Tumbled right down in middle ob de flo'. Oit on heah and go quick.
Be mighty spry now, I say, else you won't see no cunnel when ye git
dah. He done be dead afo' ye git dah."
The doctor took the negro's place, and the horse was soon charging
back again through the town, while the steamboat captain with reluct-
ance pulled in his line and left without his passengers. The crowd felt
that a serious illness on the part of Colonel Bonamy repaid them but
poorly for their disappointment ; but they fell at once to making the
most of it, by disputing whether it was Colonel Bonamy who had been
struck by Mark, or Mark who bad been struck by apoplexy. Granny
Tartrum's little boy ran home breathkss to tell about it; and, rheu-
matics or no rheumatics, the old lady felt herself called upon to hobble
into the street and assail the passers-by with all sorts of questions about
the case. Who struck whom t What .was it ? Was he likely to live f
As the fact came to be known with clearness, some folks thought it a
sin and a shame for a son to disobey his father, and be the death of him
in that way. Pretty Christian he was, wasn't he, to be sure, now, for
certain.
Some of the more lugubrious were sure that it was a judgment
Wasn't Uzzah slain for putting his hand upon the ark of Ood 1 Didn't
Ananias and Sapphire die for lying ? Colonel Bonaroy'd learn not to
oppose Grod, and it was good for him, and served him right besides, and
was no more than he deserved, over and above.
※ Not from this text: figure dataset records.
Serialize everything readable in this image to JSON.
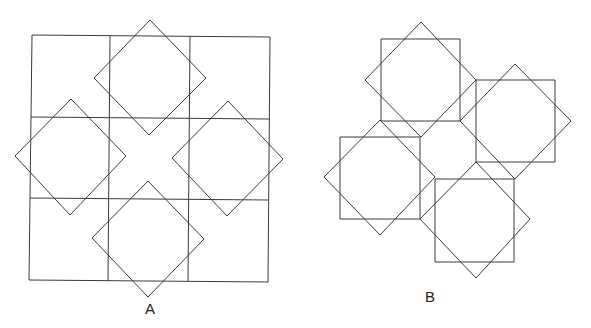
{
  "figures": [
    {
      "label": "A",
      "label_pos": [
        150,
        314
      ],
      "description": "3x3 grid of squares with four rotated squares (diamonds) overlaid",
      "grid": {
        "corners": [
          [
            32,
            35
          ],
          [
            270,
            37
          ],
          [
            268,
            282
          ],
          [
            29,
            280
          ]
        ],
        "v_lines": [
          [
            [
              110,
              36
            ],
            [
              108,
              281
            ]
          ],
          [
            [
              190,
              36
            ],
            [
              188,
              281
            ]
          ]
        ],
        "h_lines": [
          [
            [
              31,
              117
            ],
            [
              269,
              119
            ]
          ],
          [
            [
              30,
              198
            ],
            [
              268,
              200
            ]
          ]
        ]
      },
      "diamonds": [
        [
          [
            150,
            20
          ],
          [
            206,
            78
          ],
          [
            149,
            135
          ],
          [
            94,
            78
          ]
        ],
        [
          [
            71,
            99
          ],
          [
            126,
            156
          ],
          [
            70,
            215
          ],
          [
            15,
            156
          ]
        ],
        [
          [
            228,
            101
          ],
          [
            283,
            159
          ],
          [
            227,
            216
          ],
          [
            172,
            158
          ]
        ],
        [
          [
            148,
            181
          ],
          [
            204,
            239
          ],
          [
            148,
            297
          ],
          [
            92,
            238
          ]
        ]
      ]
    },
    {
      "label": "B",
      "label_pos": [
        430,
        302
      ],
      "description": "four squares each overlaid with a rotated square, arranged around a central octagonal gap",
      "squares": [
        [
          [
            381,
            39
          ],
          [
            460,
            39
          ],
          [
            460,
            121
          ],
          [
            381,
            121
          ]
        ],
        [
          [
            476,
            80
          ],
          [
            555,
            80
          ],
          [
            555,
            162
          ],
          [
            476,
            162
          ]
        ],
        [
          [
            340,
            137
          ],
          [
            420,
            137
          ],
          [
            420,
            219
          ],
          [
            340,
            219
          ]
        ],
        [
          [
            435,
            179
          ],
          [
            514,
            179
          ],
          [
            514,
            262
          ],
          [
            435,
            262
          ]
        ]
      ],
      "diamonds": [
        [
          [
            421,
            22
          ],
          [
            476,
            80
          ],
          [
            421,
            137
          ],
          [
            365,
            80
          ]
        ],
        [
          [
            515,
            64
          ],
          [
            571,
            121
          ],
          [
            515,
            179
          ],
          [
            460,
            121
          ]
        ],
        [
          [
            380,
            120
          ],
          [
            435,
            177
          ],
          [
            380,
            235
          ],
          [
            324,
            177
          ]
        ],
        [
          [
            476,
            162
          ],
          [
            530,
            219
          ],
          [
            476,
            278
          ],
          [
            420,
            219
          ]
        ]
      ]
    }
  ]
}
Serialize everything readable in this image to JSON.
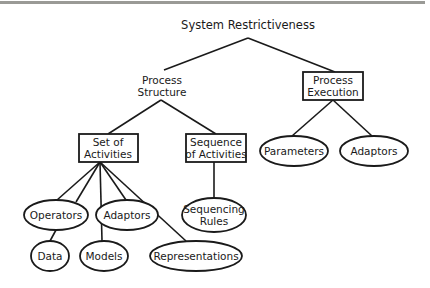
{
  "diagram": {
    "type": "tree",
    "root": {
      "label": "System Restrictiveness",
      "children": [
        "process_structure",
        "process_execution"
      ]
    },
    "nodes": {
      "process_structure": {
        "line1": "Process",
        "line2": "Structure",
        "shape": "none"
      },
      "process_execution": {
        "line1": "Process",
        "line2": "Execution",
        "shape": "box"
      },
      "set_of_activities": {
        "line1": "Set of",
        "line2": "Activities",
        "shape": "box"
      },
      "sequence_of_activities": {
        "line1": "Sequence",
        "line2": "of Activities",
        "shape": "box"
      },
      "parameters": {
        "label": "Parameters",
        "shape": "ellipse"
      },
      "adaptors_exec": {
        "label": "Adaptors",
        "shape": "ellipse"
      },
      "operators": {
        "label": "Operators",
        "shape": "ellipse"
      },
      "adaptors_set": {
        "label": "Adaptors",
        "shape": "ellipse"
      },
      "sequencing_rules": {
        "line1": "Sequencing",
        "line2": "Rules",
        "shape": "ellipse"
      },
      "data": {
        "label": "Data",
        "shape": "ellipse"
      },
      "models": {
        "label": "Models",
        "shape": "ellipse"
      },
      "representations": {
        "label": "Representations",
        "shape": "ellipse"
      }
    },
    "edges": [
      [
        "root",
        "process_structure"
      ],
      [
        "root",
        "process_execution"
      ],
      [
        "process_structure",
        "set_of_activities"
      ],
      [
        "process_structure",
        "sequence_of_activities"
      ],
      [
        "process_execution",
        "parameters"
      ],
      [
        "process_execution",
        "adaptors_exec"
      ],
      [
        "set_of_activities",
        "operators"
      ],
      [
        "set_of_activities",
        "adaptors_set"
      ],
      [
        "set_of_activities",
        "data"
      ],
      [
        "set_of_activities",
        "models"
      ],
      [
        "set_of_activities",
        "representations"
      ],
      [
        "sequence_of_activities",
        "sequencing_rules"
      ]
    ]
  },
  "colors": {
    "stroke": "#1a1a1a",
    "topbar": "#9a9a96",
    "background": "#ffffff"
  }
}
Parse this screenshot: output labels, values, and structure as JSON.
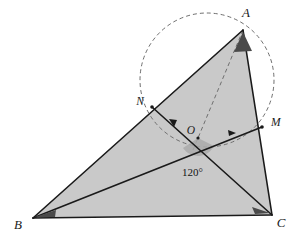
{
  "figure": {
    "canvas": {
      "width": 307,
      "height": 242,
      "background": "#ffffff"
    },
    "style": {
      "triangle_fill": "#c9c9c9",
      "stroke_color": "#1a1a1a",
      "dash_color": "#6f6f6f",
      "angle_marker_fill": "#4a4a4a",
      "angle_arc_fill": "#aaaaaa"
    },
    "labels": {
      "vertex_a": "A",
      "vertex_b": "B",
      "vertex_c": "C",
      "point_o": "O",
      "point_m": "M",
      "point_n": "N",
      "angle_at_o": "120°"
    },
    "points": {
      "A": {
        "x": 243,
        "y": 30
      },
      "B": {
        "x": 33,
        "y": 218
      },
      "C": {
        "x": 272,
        "y": 215
      },
      "O": {
        "x": 198,
        "y": 138
      },
      "M": {
        "x": 262,
        "y": 127
      },
      "N": {
        "x": 152,
        "y": 107
      }
    },
    "label_positions": {
      "A": {
        "x": 246,
        "y": 17
      },
      "B": {
        "x": 18,
        "y": 229
      },
      "C": {
        "x": 281,
        "y": 227
      },
      "O": {
        "x": 191,
        "y": 134
      },
      "M": {
        "x": 271,
        "y": 126
      },
      "N": {
        "x": 140,
        "y": 105
      },
      "angle": {
        "x": 182,
        "y": 176
      }
    },
    "circle": {
      "cx": 207,
      "cy": 80,
      "r": 67,
      "dashed": true
    },
    "segments": [
      {
        "name": "side-ab",
        "from": "A",
        "to": "B",
        "style": "solid"
      },
      {
        "name": "side-bc",
        "from": "B",
        "to": "C",
        "style": "solid"
      },
      {
        "name": "side-ca",
        "from": "C",
        "to": "A",
        "style": "solid"
      },
      {
        "name": "cevian-bm",
        "from": "B",
        "to": "M",
        "style": "solid"
      },
      {
        "name": "cevian-nc",
        "from": "N",
        "to": "C",
        "style": "solid"
      },
      {
        "name": "cevian-ao",
        "from": "A",
        "to": "O",
        "style": "dashed"
      }
    ],
    "tick_arrows": [
      {
        "name": "arrow-on-no",
        "x": 174,
        "y": 122,
        "angle": 41
      },
      {
        "name": "arrow-on-om",
        "x": 232,
        "y": 133,
        "angle": -10
      }
    ]
  }
}
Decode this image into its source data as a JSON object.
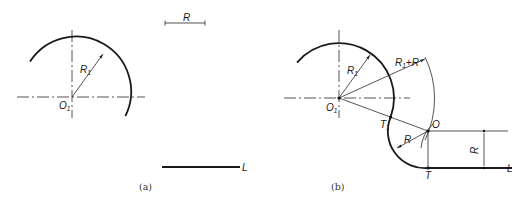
{
  "figure_a": {
    "caption": "(a)",
    "center_label": "O",
    "center_label_sub": "1",
    "radius_label": "R",
    "radius_label_sub": "1",
    "scale_bar_label": "R",
    "line_label": "L"
  },
  "figure_b": {
    "caption": "(b)",
    "center_label": "O",
    "center_label_sub": "1",
    "radius_label": "R",
    "radius_label_sub": "1",
    "sum_radius_label_a": "R",
    "sum_radius_label_sub": "1",
    "sum_radius_label_b": "+R",
    "tangent_point_label": "T",
    "tangent_point_label_sub": "1",
    "arc_center_label": "O",
    "arc_radius_label": "R",
    "tangent_point_line_label": "T",
    "offset_dim_label": "R",
    "line_label": "L"
  },
  "colors": {
    "line": "#1a1a1a",
    "background": "#ffffff"
  }
}
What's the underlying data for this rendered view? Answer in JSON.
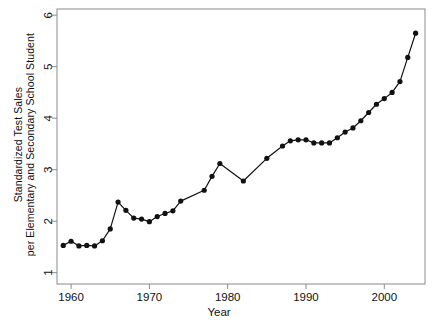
{
  "chart_data": {
    "type": "line",
    "title": "",
    "subtitle": "",
    "xlabel": "Year",
    "ylabel": "Standardized Test Sales per Elementary and Secondary School Student",
    "ylabel_line1": "Standardized Test Sales",
    "ylabel_line2": "per Elementary and Secondary School Student",
    "xlim": [
      1958.2,
      2005.2
    ],
    "ylim": [
      0.78,
      6.12
    ],
    "xticks": [
      1960,
      1970,
      1980,
      1990,
      2000
    ],
    "xtick_labels": [
      "1960",
      "1970",
      "1980",
      "1990",
      "2000"
    ],
    "yticks": [
      1,
      2,
      3,
      4,
      5,
      6
    ],
    "ytick_labels": [
      "1",
      "2",
      "3",
      "4",
      "5",
      "6"
    ],
    "grid": false,
    "legend": false,
    "legend_position": "none",
    "marker": "filled-circle",
    "line_color": "#111111",
    "marker_color": "#111111",
    "frame_color": "#8a8a8a",
    "background": "#ffffff",
    "x": [
      1959,
      1960,
      1961,
      1962,
      1963,
      1964,
      1965,
      1966,
      1967,
      1968,
      1969,
      1970,
      1971,
      1972,
      1973,
      1974,
      1977,
      1978,
      1979,
      1982,
      1985,
      1987,
      1988,
      1989,
      1990,
      1991,
      1992,
      1993,
      1994,
      1995,
      1996,
      1997,
      1998,
      1999,
      2000,
      2001,
      2002,
      2003,
      2004
    ],
    "y": [
      1.53,
      1.61,
      1.52,
      1.53,
      1.52,
      1.62,
      1.85,
      2.37,
      2.21,
      2.06,
      2.04,
      1.99,
      2.09,
      2.15,
      2.2,
      2.39,
      2.6,
      2.87,
      3.12,
      2.78,
      3.22,
      3.46,
      3.56,
      3.58,
      3.58,
      3.52,
      3.52,
      3.52,
      3.62,
      3.73,
      3.81,
      3.95,
      4.11,
      4.27,
      4.38,
      4.5,
      4.71,
      5.18,
      5.65
    ],
    "series": [
      {
        "name": "Standardized Test Sales per Student",
        "values": [
          1.53,
          1.61,
          1.52,
          1.53,
          1.52,
          1.62,
          1.85,
          2.37,
          2.21,
          2.06,
          2.04,
          1.99,
          2.09,
          2.15,
          2.2,
          2.39,
          2.6,
          2.87,
          3.12,
          2.78,
          3.22,
          3.46,
          3.56,
          3.58,
          3.58,
          3.52,
          3.52,
          3.52,
          3.62,
          3.73,
          3.81,
          3.95,
          4.11,
          4.27,
          4.38,
          4.5,
          4.71,
          5.18,
          5.65
        ]
      }
    ],
    "annotations": []
  }
}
Nancy went home, carrying the bumblebee with her, but vowing
ahe'd pay 'em up. She somehow looked upon Colonel Bonamy's stroke
as one of the means taken to defeat her by the family. But she'd pay
'em up, yet Oive her half a chance, and she'd git Mark away from
that Adams girL Roxy Adams wasn't no great shakes that all the
town should turn out to see her off, now. It might better have been
794? ROXY.
herself than Roxy. She wouldn't have minded gnng to Texas with
Mark.
And Whittaker, who had observed Nancy's carious behaviour on the
wharf-boat, went home, putting this and that together, troubling him-
self with forebodings about Sozy's future, and with griefs about his
own disappointment, and with questions whether he had done quite
right or not. He, at least, had a bumble-bee in his head for he walked
the floor of the upper porch half the night.
CHAPTER XXXIV.
A MONITOR IN MASK.
The next day after the passage of the '* Duke of Orleans " being Sun-
day, Mother Tartum contrived to keep the most conflicting rumours a-
going in regard to the condition of Colonel Bonamy. She stood at the
gate all day, hailing the negro messenger, the doctor going, Uie doctor
returning, and everybody else, in turn, hearing where«they had infor-
mation or thought they had, and telling her latest, where they had
none.
On Monday morning Whittaker rose, after a sleepless night, and
thought it his duty to call at Colonel Bonamy*6, and inquire after his
health. If, perchance he were dead of apoplexy, the minister could
condole with the family, and if he were better, he might sympathize
with the patient. Anyhow, he would have a chance to speak with
Mark about his plans of life, and* he might happen to meet — say Aman-
da, or Janet, or — or well, yes^ but that wp- not to be desired at all ;
though he might, by some strange accident, e Boxy herself* He did
not admit to himself that the dull agony th . had kept him awake the
livelong night, promised to be quieted a liti • , if that he could but look
into the face of Boxy and hear her voice.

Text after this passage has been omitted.